Bermudez, Jose Luis
(forfatter)
Understanding "e;I"e; e-bog
403,64 DKK
No words in English are shorter than "e;I"e; and few, if any, play a more fundamental role in language and thought. In Understanding "e;I"e;: Thought and Language Jose Luis Bermudez continues his longstanding work on the self and self-consciousness. Bermudez develops a model of how language-users understand sentences involving the first person pronoun "e;I"e;. This model …
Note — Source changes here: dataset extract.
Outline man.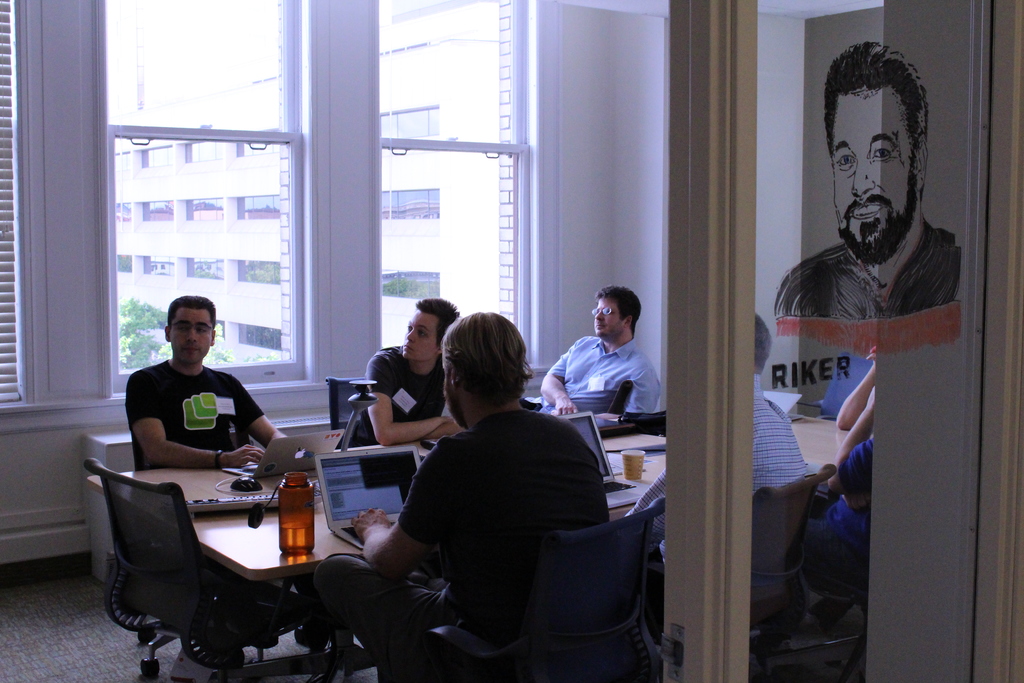
Outline: 774 38 971 321.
No words in English are shorter than "e;I"e; and few, if any, play a more fundamental role in language and thought. In Understanding "e;I"e;: Thought and Language Jose Luis Bermudez continues his longstanding work on the self and self-consciousness. Bermudez develops a model of how language-users understand sentences involving the first person pronoun "e;I"e;. This model illuminates the unique psychological role that self-conscious thoughts (typicallyexpressed using "e;I"e;) play in action and thought - a unique role often summarized by describing "e;I"e; as an essential indexical. The book opens with an argument directly supporting the indispensability of "e;I"e;-thoughts in explaining action. After motivating a broadly Fregean approach linguistic understanding it critically examines Frege's own remarks on "e;I"e; as well as the Fregean account offered by Gareth Evans. The main part of the book develops an account of the sense of "e;I"e; that explains a cluster of related phenomena, including essential indexicality, immunity to error through misidentification, the shareability of"e;I"e;-thoughts, the relation between "e;I"e; and "e;you"e;, and the role of autobiographical memory in self-consciousness.
E-bog
403,64 DKK
Forlag
OUP Oxford
Udgivet
23.02.2017
Længde
192 sider
Genrer
HPM
Sprog
English
Format
pdf
Beskyttelse
LCP
ISBN
9780192516008
No words in English are shorter than "e;I"e; and few, if any, play a more fundamental role in language and thought. In Understanding "e;I"e;: Thought and Language Jose Luis Bermudez continues his longstanding work on the self and self-consciousness. Bermudez develops a model of how language-users understand sentences involving the first person pronoun "e;I"e;. This model illuminates the unique psychological role that self-conscious thoughts (typicallyexpressed using "e;I"e;) play in action and thought - a unique role often summarized by describing "e;I"e; as an essential indexical. The book opens with an argument directly supporting the indispensability of "e;I"e;-thoughts in explaining action. After motivating a broadly Fregean approach linguistic understanding it critically examines Frege's own remarks on "e;I"e; as well as the Fregean account offered by Gareth Evans. The main part of the book develops an account of the sense of "e;I"e; that explains a cluster of related phenomena, including essential indexicality, immunity to error through misidentification, the shareability of"e;I"e;-thoughts, the relation between "e;I"e; and "e;you"e;, and the role of autobiographical memory in self-consciousness.